Home Editor's Essays On the Fourth, Is the President One of Us?

On the Fourth, Is the President One of Us?

165
0
SHARE

[img]1|left|||no_popup[/img]I presume that President Obama will summon a respectable amount of his  vaunted but vague and so far unseen  reservoir of energy to celebrate  the birthday of our country tomorrow.

For normal Presidents, the Fourth of July was a hoot. For this guy, he may see it  as being indistinguishable from Sept. 23 or March 8.

He is passionless — except when he is scolding us as if he were our job-threatened nanny.

He is packing around a vat of anger that frightens persons around him.

He Leaves Us No  Choice

I am obliged to guess at Mr. Obama’s response to the Fourth of July because after 2 1/2 years of being in public view almost hourly, we know little of the ticking mechanism within his carefully concealed self.

In the favorite phrase of our extremely unimaginative, distressingly passive, much removed, leader, “I am deeply concerned.”

He is so obsessively secretive about his  past — and present — that he makes the disgustingly secretive President Nixon look like an undisciplined gossip whose voice box will be removed before dinner.

This week for the first time, major media figures leaning left or proudly left wing finally began to protest against Mr. Obama’s pre-packaged questions and public appearances. You may have heard crusty old  Helen Thomas say on Wednesday, “Even Nixon was not this secretive.”

His Robotic Poses

Lies, exaggerations and truths roll off his tongue from exactly the same posture. That is a large problem.

No overt emotion.

Not passionate  about anything except — like an untamed mustang — determined to somehow contort his ethics and values to  bring a Muslim-centric form of  “peace” to the Middle East. He will not “meddle” in Muslim government affairs but will meddle in the business of all non-Islamic nations.

Remember, his name, properly or not, was narcissistically attached to two autobiographies before he had accomplished anything in his thin life besides fathering two children and becoming a community organizer.

Does it bother anyone else out in Newspaperland that we know more about Joe the Plumber and Mark Sanford, even Mr. Sanford’s wife, than we do about the President of the United States?  We know more about casual quiz show contestants.

It may be that he has led a life that would make Mother Teresa drool. We do not know, though, because such information is stored away in a vault guarded by armed thugs who would make any Latin American security detail hiccup.

The  only thing black and white about Mr. Obama  is his  racial composition.

In the manner of a naughty boy who knows he has done wrong, the President even blurs, and tells varying stories, about that section of his life.

Putting aside the matter of whether he has  accomplished much good, little good, undetermined good or has been a negative factor the past 5 1/2 months, consider the following inerrant path.

Note a  single theme, running like a suspiciously quiet river, through each example:

• His first legislative triumph was the stimulus  package that carried world record fiscal  numbers. Definitions were discouraged. Projected effects were delayed. But gargantuan promises of new jobs and undreamed of prosperity — vague but impressive — were made.

• His first fulfilled campaign promise was to close Guantanamo prison.  It was easy enough to pledge shuttering it in exactly a year. But, as a hater of details, incredibly he had not  thought out where he would place the prisoners. That was Jan. 21. Half a year later, he still has no answer. But not to worry.

• He promised a  transparent version of healthcare reforms braced by exact guidelines that would give even the  dumbest American clues about what lay ahead. Now he tells us it  is too complicated to explain, but it  is urgent to pass the reform, in any configuration, because “the people” demand it.  He  holds up a copy of The New York Times as evidence. .

• Last Friday, Mr. Obama scored a whopping win when the House passed an obstreperous climate change bill that the ailing co-author, U.S. Rep. Henry Waxman (D-West L.A.), says is too complex to explain or comprehend. But, said the  President, the darned thing must be passed immediately. Otherwise, we undoubtedly will  be routed by global warming. Said he does not have time to show us how or why.

He is disarmingly vague about specific contents and effects in all of this legislation, as he has been on his shiny but  abstract job promises. He just pats us on the  head and  says it is  urgent that we  approve these radical reforms forthwith. We can review the contents later.

Color him scarily gray.

Happy Fourth, Mr. President — it has been a quaint custom in our country for 233 years. Or should this be reformed, too?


> [YOUR INSTRUCTIONS]: Print each entry again exactly as written, and keep the pictures out.

Segment Start: DATASET ENTRIES

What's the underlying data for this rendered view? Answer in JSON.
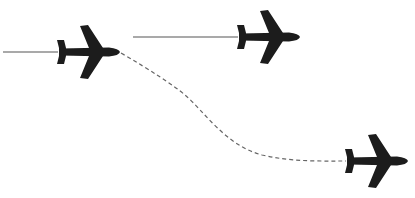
{
  "diagram": {
    "title": "",
    "colors": {
      "background": "#ffffff",
      "plane": "#1c1c1c",
      "solid_trail": "#555555",
      "dashed_path": "#666666"
    },
    "planes": [
      {
        "id": "plane-1",
        "tail_x": 57,
        "nose_x": 120,
        "center_y": 52
      },
      {
        "id": "plane-2",
        "tail_x": 237,
        "nose_x": 298,
        "center_y": 37
      },
      {
        "id": "plane-3",
        "tail_x": 346,
        "nose_x": 406,
        "center_y": 161
      }
    ],
    "trails": [
      {
        "id": "trail-1",
        "style": "solid",
        "from": [
          3,
          52
        ],
        "to": [
          58,
          52
        ]
      },
      {
        "id": "trail-2",
        "style": "solid",
        "from": [
          133,
          37
        ],
        "to": [
          238,
          37
        ]
      },
      {
        "id": "diverging-path",
        "style": "dashed",
        "path": "M121,53 C150,70 175,85 185,95 C205,115 225,145 260,155 C290,162 320,161 346,161"
      }
    ]
  }
}
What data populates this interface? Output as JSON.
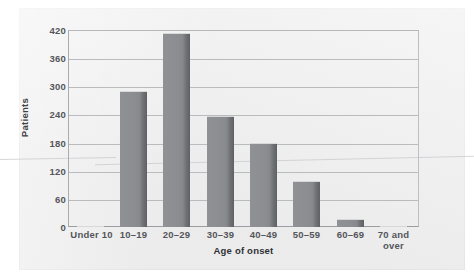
{
  "chart_data": {
    "type": "bar",
    "title": "",
    "xlabel": "Age of onset",
    "ylabel": "Patients",
    "categories": [
      "Under 10",
      "10–19",
      "20–29",
      "30–39",
      "40–49",
      "50–59",
      "60–69",
      "70 and over"
    ],
    "values": [
      3,
      290,
      414,
      237,
      180,
      98,
      18,
      3
    ],
    "ylim": [
      0,
      420
    ],
    "yticks": [
      0,
      60,
      120,
      180,
      240,
      300,
      360,
      420
    ],
    "ytick_labels": [
      "0",
      "60",
      "120",
      "180",
      "240",
      "300",
      "360",
      "420"
    ],
    "grid": true,
    "grid_axis": "y",
    "legend": false,
    "legend_position": "none",
    "bar_color": "#8b8d91",
    "bar_edge_color": "#5e6064",
    "gridline_color": "#b9bbbe",
    "background_color": "#ececed"
  },
  "figure": {
    "y_axis_label": "Patients",
    "x_axis_label": "Age of onset",
    "x_tick_lines": [
      [
        "Under 10"
      ],
      [
        "10–19"
      ],
      [
        "20–29"
      ],
      [
        "30–39"
      ],
      [
        "40–49"
      ],
      [
        "50–59"
      ],
      [
        "60–69"
      ],
      [
        "70 and",
        "over"
      ]
    ]
  }
}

Segment End: DATASET ENTRIES

> [ANSWER BOX]:
What's the underlying data for this rendered view? Answer in JSON.
{
  "diagram": {
    "title": "",
    "colors": {
      "background": "#ffffff",
      "plane": "#1c1c1c",
      "solid_trail": "#555555",
      "dashed_path": "#666666"
    },
    "planes": [
      {
        "id": "plane-1",
        "tail_x": 57,
        "nose_x": 120,
        "center_y": 52
      },
      {
        "id": "plane-2",
        "tail_x": 237,
        "nose_x": 298,
        "center_y": 37
      },
      {
        "id": "plane-3",
        "tail_x": 346,
        "nose_x": 406,
        "center_y": 161
      }
    ],
    "trails": [
      {
        "id": "trail-1",
        "style": "solid",
        "from": [
          3,
          52
        ],
        "to": [
          58,
          52
        ]
      },
      {
        "id": "trail-2",
        "style": "solid",
        "from": [
          133,
          37
        ],
        "to": [
          238,
          37
        ]
      },
      {
        "id": "diverging-path",
        "style": "dashed",
        "path": "M121,53 C150,70 175,85 185,95 C205,115 225,145 260,155 C290,162 320,161 346,161"
      }
    ]
  }
}
What data populates this interface? Output as JSON.
{
  "chart_data": {
    "type": "bar",
    "title": "",
    "xlabel": "Age of onset",
    "ylabel": "Patients",
    "categories": [
      "Under 10",
      "10–19",
      "20–29",
      "30–39",
      "40–49",
      "50–59",
      "60–69",
      "70 and over"
    ],
    "values": [
      3,
      290,
      414,
      237,
      180,
      98,
      18,
      3
    ],
    "ylim": [
      0,
      420
    ],
    "yticks": [
      0,
      60,
      120,
      180,
      240,
      300,
      360,
      420
    ],
    "ytick_labels": [
      "0",
      "60",
      "120",
      "180",
      "240",
      "300",
      "360",
      "420"
    ],
    "grid": true,
    "grid_axis": "y",
    "legend": false,
    "legend_position": "none",
    "bar_color": "#8b8d91",
    "bar_edge_color": "#5e6064",
    "gridline_color": "#b9bbbe",
    "background_color": "#ececed"
  },
  "figure": {
    "y_axis_label": "Patients",
    "x_axis_label": "Age of onset",
    "x_tick_lines": [
      [
        "Under 10"
      ],
      [
        "10–19"
      ],
      [
        "20–29"
      ],
      [
        "30–39"
      ],
      [
        "40–49"
      ],
      [
        "50–59"
      ],
      [
        "60–69"
      ],
      [
        "70 and",
        "over"
      ]
    ]
  }
}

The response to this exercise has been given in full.